I was scribbling, trying to keep up. “Anyway, they said they wanted to honor me for being such a leader on equity and personalization and data. I agreed to let them,” he shrugged modestly.

“After all, if I know one thing,” he continued, “it’s sales. And the first rule of sales is: If everyone is mad for something, give it to them. Education types are mad for this stuff, so here we are.”

He paused. “We had ‘design thinking’ in there for a few weeks, too, but then people seemed to cool on it real fast. Don’t know what that was about, but there you go. And you never want to cling to a declining product line. You want to get out first, if you can. That’s why we’re market-testing a combo hashtag for social and emotional-based early childhood career education.”

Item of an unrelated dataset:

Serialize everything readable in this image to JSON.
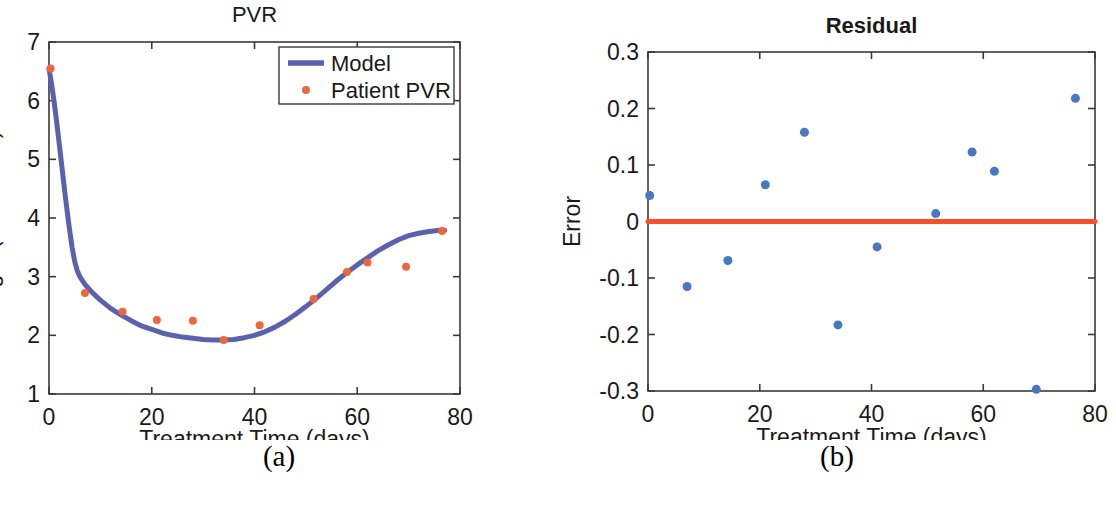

“Wow,” I said. The air was electric. “Could you say a few words for my readers about what personalization and education equity mean to you? Just to give everyone a sense where you’re coming from.”

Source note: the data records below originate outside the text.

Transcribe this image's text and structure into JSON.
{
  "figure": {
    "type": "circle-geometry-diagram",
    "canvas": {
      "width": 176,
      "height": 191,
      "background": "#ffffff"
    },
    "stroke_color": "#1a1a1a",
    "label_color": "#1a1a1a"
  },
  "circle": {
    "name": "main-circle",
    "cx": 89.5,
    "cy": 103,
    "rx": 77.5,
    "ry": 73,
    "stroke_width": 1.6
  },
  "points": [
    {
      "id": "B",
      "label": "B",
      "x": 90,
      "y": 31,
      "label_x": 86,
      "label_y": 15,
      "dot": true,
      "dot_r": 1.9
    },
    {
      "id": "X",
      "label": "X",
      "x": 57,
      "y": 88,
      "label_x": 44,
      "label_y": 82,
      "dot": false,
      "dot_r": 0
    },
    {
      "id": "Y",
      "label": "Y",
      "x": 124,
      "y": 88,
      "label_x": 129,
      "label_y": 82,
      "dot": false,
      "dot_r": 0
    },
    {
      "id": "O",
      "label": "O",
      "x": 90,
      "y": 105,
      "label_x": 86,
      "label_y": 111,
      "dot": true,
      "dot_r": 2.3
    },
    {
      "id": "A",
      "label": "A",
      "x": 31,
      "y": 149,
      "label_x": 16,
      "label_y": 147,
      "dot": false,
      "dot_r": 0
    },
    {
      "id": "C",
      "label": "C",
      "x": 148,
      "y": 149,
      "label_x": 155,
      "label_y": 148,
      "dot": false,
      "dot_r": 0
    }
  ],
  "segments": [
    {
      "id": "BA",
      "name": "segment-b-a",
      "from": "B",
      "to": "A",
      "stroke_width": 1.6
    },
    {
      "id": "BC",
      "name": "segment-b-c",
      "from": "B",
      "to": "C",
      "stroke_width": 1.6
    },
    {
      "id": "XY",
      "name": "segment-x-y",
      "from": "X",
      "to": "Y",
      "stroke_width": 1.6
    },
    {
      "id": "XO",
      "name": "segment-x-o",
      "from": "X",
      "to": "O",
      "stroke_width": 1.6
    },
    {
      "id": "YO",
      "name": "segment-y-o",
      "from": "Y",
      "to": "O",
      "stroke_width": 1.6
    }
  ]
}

“Sure,” he said. “Personalization is all about treating each student as a person, not a robot. You see, children are different. They’re not all the same. Some like math and some like sports. That’s important. My daughter has really helped open my eyes to this,” he confided.

“Whoa! Love that,” I said, as I tried to keep up. “I don’t think anyone has ever thought of it quite that way before. It always seems like so many people are good with impersonal learning.”

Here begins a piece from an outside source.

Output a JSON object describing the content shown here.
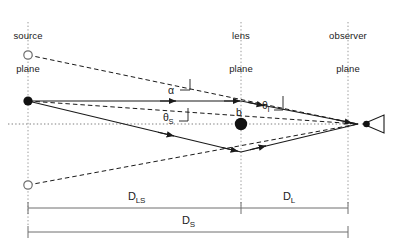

He leaned back and continued. “And ‘equity’? Equity is when we make education more equitable. There’s equality, right? But that’s not equity. Sometimes equality has kids standing on boxes outside a baseball stadium.” He pulled a printed graphic out of his pocket and pointed to it. “You see? Some kids can’t see the game. Who wants that? Just imagine shipping all those boxes to various stadiums. And then kids still can’t see. It’s crazy!!” He slammed his fist on his chair.

The funders and handlers milling around had fallen into a hush. “That is so, so true,” murmured one. Others just snapped their fingers furiously.

“But it’s not just about helping raise the floor right?” I said. “In your 22nd century skills TED talk, you said that we also have to ‘raise the ceiling’.”

He said, “That’s right. We’re not just for equity, we’re for excellent equity. That’s why personalization and data-richness are the secret sauce to cracking the code. We need to do what works. We need more for kids who need more—but no less for anyone else! And it’s got to be about the kids, and the future.”

There was a burst of snapping.

When things had simmered down, I asked, “Anything else you can share?”

“Well, I can let you in on two big things,” he confided. “One. It’s time to think about what comes next—after 22nd century skills. You see, other outfits are starting to crib my 22nd century skills talking points. As a visionary, that means I need to ask what comes next. Well, turns out it’s the 23rd century.”

“Whoa!” gasped one hanger-on. “Tomorrows Are for a #Personalized #Equitable #Data-Rich Tomorrow is going to be talking 23rd century skills?! Man, oh man!!”

Banksley winked. “Yeah, but keep it under wraps for now. We salesmen know you never move off a product line while there’s still cream to be milked.”

He paused. “The other thing: Turns out that lots of countries don’t say ‘22nd century skills.’ You see, they have other languages.”

“What do you think you’ll be doing to have an impact in these other nations?” I asked.

“We’re going to build hashtags and memes. We’re going to do it in these other languages, like French and Mexican and Canadian and Asian. Happily, we’ve got funders lined up to write seven-figure checks. That should get us started. Exciting times.”

I couldn’t help myself—the cheering and snapping were contagious.

With that, they signaled that Mr. Banksley was needed onstage. He walked out to thundering cheers. He’s surely the education hero we want, and he just may be the one we deserve.

The opinions expressed in Rick Hess Straight Up are strictly those of the author(s) and do not reflect the opinions or endorsement of Editorial Projects in Education, or any of its publications.